I'm looking for a pythonic red-black tree...

Stuart D. Gathman stuart at bmsi.com
Sat Dec 16 13:08:49 EST 2006


On Fri, 15 Dec 2006 01:20:34 +0000, Just Another Victim of the Ambient
Morality wrote:

>     I need a red-black tree in Python and I was wondering if there was one 
> built in or if there's a good implementation out there.  Something that, 
> lets face it, does whatever the C++ std::map<> allows you to do...
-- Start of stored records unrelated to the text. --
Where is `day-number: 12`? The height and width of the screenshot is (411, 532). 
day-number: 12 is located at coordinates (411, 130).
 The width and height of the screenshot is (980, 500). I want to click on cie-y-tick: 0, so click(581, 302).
Are you really looking specifically for a red-black tree, or do you want a
container where iterators return values in sorted order?  For instance, my
favorite sorted container is the skip-list:

 * inherently thread safe even during container updates
 * updates as fast as searches - significantly faster than red-black tree
 * search as fast as trees on average - but probablistic (like hashtable)
 * sequential access as fast as a linked list
 * Uses 33% less memory than binary trees (like red-black tree)
 * in general, performs like a hashtable, but sorted

Java example: http://bmsi.com/java/SkipList.java

In Python, the performance of a pure Python container will be
disappointing unless it leverages a native container.  For many
applications, you can use a dict and sort when iterating (using heapq to
amortize the sorting).

If I ever get the time, I would seriously consider trying to modify Python
to replace the built-in dict with a skip-list algorithm and compare the
performance.  Failing that, an extension module implementing a sorted
container of some description would be useful.

-- 
	      Stuart D. Gathman <stuart at bmsi.com>
Business Management Systems Inc.  Phone: 703 591-0911 Fax: 703 591-6154
"Confutatis maledictis, flamis acribus addictis" - background song for
a Microsoft sponsored "Where do you want to go from here?" commercial.